NOS . News†
-
Aletta Andre
India Reporter
-
Aletta Andre
India Reporter
Air conditioning at the ticket office, escalators to the Ganges, reasonably clean toilets and plenty of space. A visit to the 18th century Kashi Vishwanath temple in Varanasi does not fully confirm the stereotypes prevailing across India, such as filth and chaos, since a major renovation.
Is this a positive change? Opinions differ slightly on this subject. Prime Minister Narendra Modi, who has adopted Varanasi as his constituency, spoke about the development and New India at the temple’s reopening late last year. But some residents feel that this has happened at the expense of the character and history of the ancient city, one of the oldest continuously inhabited places in the world.
“Look, there was a temple here,” says Ajay Sharma. It originated in the old part of Varanasi, which he calls by its historical name Kashi. Sharma tried unsuccessfully to stop the demolition of the small temples, he said, through the courts.
Now it is lost in an alley, which was completely opened on one side and behind the fence shows the new lands around the Kashi Vishwanath temple. Points behind the gate. “This is appalling: there is now a toilet there! Exactly where there was a small temple previously.”
With Sharma, we immersed ourselves in ancient Varanasi:
On the road in Varanasi: ‘It has the same effect as a thousand pilgrimages’
For Hindus, ancient Varanasi is one of the most sacred cities. The important Kashi Vishwanath Temple, built in the 18th century to worship Lord Shiva, is hidden in a labyrinth of alleys and not visible from the Ganges.
This is what happened to Modi, who has now opened the temple directly from the sacred river with a brand new pier and a wide staircase of pink sandstone. A large courtyard was also built around the temple, which could accommodate 75,000 worshipers at one time.
Hundreds of homes were destroyed
As a result, more than 300 homes were demolished. About 1,400 people, including shopkeepers and street vendors, had to make way. They were compensated, but they didn’t have much choice. Ancient temples were found hidden in many demolished houses. About forty of them have been preserved and incorporated into the new complex. Countless others had to make way.
Sharma shows pictures and videos on his phone of bulldozers and statues of God amid the rubble. “For people to move is one thing. They have another home. But where should the gods go? The gods live in those alleys, in those temples.”
He started a conversation with shop owner Raj Kumar Singh, who was allowed to stay but now overlooks the new toilet. He is also angry at the lost temples.
“Modi is just like Aurangzeb,” he says, referring to the 17th-century Muslim emperor who demolished many Hindu temples, including the original Shiva temple in Varanasi. Sharma nodded. “Many Hindus are outraged by this historical injustice, but why not these temples that were demolished right in front of their prime minister?”
Haji Subham Kumar does not know what was demolished for the project, but he thinks it turned out beautiful. He and his wife and two children make a pilgrimage for a few days in the holy city, about 250 kilometers from their hometown. They sit on the wide new staircase between the temple and the Ganges and look out over the river. “Look, we’re walking around barefoot here. It’s possible, it’s clean and smooth.”

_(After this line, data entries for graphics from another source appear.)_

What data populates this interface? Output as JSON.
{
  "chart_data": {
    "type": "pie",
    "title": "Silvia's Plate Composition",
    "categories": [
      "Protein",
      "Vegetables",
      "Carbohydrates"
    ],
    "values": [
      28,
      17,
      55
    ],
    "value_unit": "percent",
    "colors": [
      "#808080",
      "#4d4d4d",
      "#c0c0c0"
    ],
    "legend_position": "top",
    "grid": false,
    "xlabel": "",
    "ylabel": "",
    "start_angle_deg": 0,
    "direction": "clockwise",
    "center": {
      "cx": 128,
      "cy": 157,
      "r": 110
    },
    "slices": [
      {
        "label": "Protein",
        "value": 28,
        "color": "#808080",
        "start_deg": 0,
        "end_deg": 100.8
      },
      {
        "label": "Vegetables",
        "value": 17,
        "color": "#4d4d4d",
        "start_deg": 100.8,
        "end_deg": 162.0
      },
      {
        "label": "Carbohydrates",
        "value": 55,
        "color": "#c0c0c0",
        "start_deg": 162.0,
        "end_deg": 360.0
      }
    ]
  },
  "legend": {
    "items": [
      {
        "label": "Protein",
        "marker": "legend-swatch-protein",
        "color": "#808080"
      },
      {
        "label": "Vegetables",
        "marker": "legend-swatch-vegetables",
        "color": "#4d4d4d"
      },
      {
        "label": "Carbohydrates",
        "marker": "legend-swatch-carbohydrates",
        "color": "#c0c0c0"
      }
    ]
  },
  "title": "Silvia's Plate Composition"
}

Journalist Suresh Pratap sees something completely different when he looks at the pier, where the piers are still standing. “Here where we are now, the Ganges used to run,” Pratap says. “The river’s natural route has been cut off.” This is while, according to him, nothing new is allowed to be built in the river here.
Pratap wrote a book on the regeneration of the ancient city. It tells about the history of the city, transcending all difference GhatsStairs from town to the river for people who want to take a shower or boat. For him, this is basically what was lost with the renewal.
“Where the bulldozers came, there was a neighborhood called Lahori Tula. The name came from the first inhabitants of that neighborhood, who came from the now Pakistani city of Lahore. They arrived with the Sikh king Maharaja Ranjit Singh, who put the gold leaf donated into the temple. The inhabitants of today were in Most of their descendants. This is living history, which is now over. It has become invisible.”
But isn’t development necessary to steer the old city into the future with new amenities and accessibility, Moody says? Pratap shrugs his shoulders. “What is development? All this news? Those alleys I think contained the identity of the city. I loved that.”